I watched my mother slip white powder into my grad…

I was no longer just the rebellious kid, therefore they were terrified. I started to understand that the trust fund was more than just an inheritance my grandmother had left for me, and I had turned into a serious threat. It was evidence that she trusted my integrity and thought I was capable of much more.

Margaret gave me the task of ending the destructive cycle, even though the Lee family’s entire world was centered upon wealth and power.

And I became a target because of this secret as well as what I discovered about the company’s harmful dumping.

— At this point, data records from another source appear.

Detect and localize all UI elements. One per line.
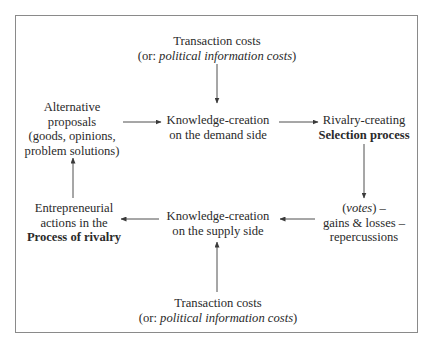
label: Knowledge-creation: [167, 209, 270, 224]
label: (goods, opinions,: [25, 129, 120, 144]
node-transaction-costs-top: Transaction costs (or: political informa…: [138, 34, 296, 63]
label: Knowledge-creation: [167, 113, 270, 128]
label: actions in the: [27, 216, 121, 231]
node-knowledge-demand: Knowledge-creation on the demand side: [167, 113, 270, 142]
label: (or: political information costs): [139, 311, 297, 326]
label: proposals: [25, 115, 120, 130]
node-rivalry-selection: Rivalry-creating Selection process: [318, 113, 409, 142]
label: Rivalry-creating: [318, 113, 409, 128]
label: Transaction costs: [139, 296, 297, 311]
label: Selection process: [318, 128, 409, 143]
label: gains & losses –: [323, 216, 405, 231]
node-votes-gains: (votes) – gains & losses – repercussions: [323, 201, 405, 245]
label: on the demand side: [167, 128, 270, 143]
node-transaction-costs-bottom: Transaction costs (or: political informa…: [139, 296, 297, 325]
label: (votes) –: [323, 201, 405, 216]
node-alternative-proposals: Alternative proposals (goods, opinions, …: [25, 100, 120, 158]
node-knowledge-supply: Knowledge-creation on the supply side: [167, 209, 270, 238]
node-entrepreneurial-actions: Entrepreneurial actions in the Process o…: [27, 201, 121, 245]
label: Process of rivalry: [27, 230, 121, 245]
label: Entrepreneurial: [27, 201, 121, 216]
label: on the supply side: [167, 224, 270, 239]
label: Alternative: [25, 100, 120, 115]
label: (or: political information costs): [138, 49, 296, 64]
label: problem solutions): [25, 144, 120, 159]
label: repercussions: [323, 230, 405, 245]
label: Transaction costs: [138, 34, 296, 49]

Not all my parents wanted was to reclaim the $10 million.

They sought to defend the empire they had taken in name but that my grandmother had inadvertently created with her genius.

And they believed that taking me out of the game completely was the best way to keep things safe.

During my last semester at the University of Chicago, I had the opportunity to participate in a field study project organized by the environmental science department in collaboration with a nearby conservation organization, which is how I learned about the company’s illicit toxic dumping.

The Calumet River, a stream that passes through several industrial areas on Chicago’s south side and has long been known to be contaminated, served as the study location.

I picked the subject not just because I was passionate about science but also because I had a strong, almost instinctual feeling that something was out there simply waiting to be discovered.

Initially, the task involved gathering water and sediment samples and returning them to the laboratory for examination. I measured pH, dissolved oxygen, and looked for heavy metals with other kids.

However, I saw concerning anomalies from the very first testing.

The levels of lead and mercury exceeded the EPA’s safety requirements by a significant margin. The results grew increasingly unsettling the further we investigated.

We started looking for evidence of pharmaceutical chemicals, which are artificial molecules that I recognized right away from reading trade publications.

These compounds usually only appear in untreated effluent from pharmaceutical production facilities.

My supervising professor gave me a serious nod when I presented my findings.

“We have long suspected this, but no one has ever had sufficient scientific evidence to prove it beyond a reasonable doubt.”

I was thinking about something at the time, but I was afraid to say it out loud.

Is it possible that Lee Pharmaceuticals, the business owned by my own father, was at fault?

I discreetly spent additional time comparing water samples from other river sections in the weeks that followed.

On the west side, the current brought me closer to an industrial complex with a sign that said, “West Facility, Lee Pharmaceuticals.”

As I read those lines, my heart raced. My own family seemed to be at the center of everything I was discovering.

I began to delve further. I checked over the facility’s public wastewater treatment reports, but they were replete with seemingly immaculate data. My internship experience taught me that no procedure ever went so effortlessly.

There was something being concealed.

I meticulously documented everything in a confidential journal, took covert pictures, and kept sample data. The evidence grew daily.

I found dangerously high quantities of cyclopental in samples taken just outside the PL gates.

This is a novel substance that isn’t currently on standard testing lists, but I identified it right away. I had read about the same experimental medication in the company’s internal research papers.

It could not have happened by chance. Only the laboratories of Lee Pharmaceuticals could have produced it.

My stomach knotted up. I was a truth-driven scientist, on the one hand. Conversely, this was my family, my parents’ business, where Sophia currently worked as a manager.

It would be like turning a gun on my own family if I went public. But then I recalled what my grandmother had said:

“Never allow anyone to determine your value.”

I know Mom would want me to act morally if she were still with us.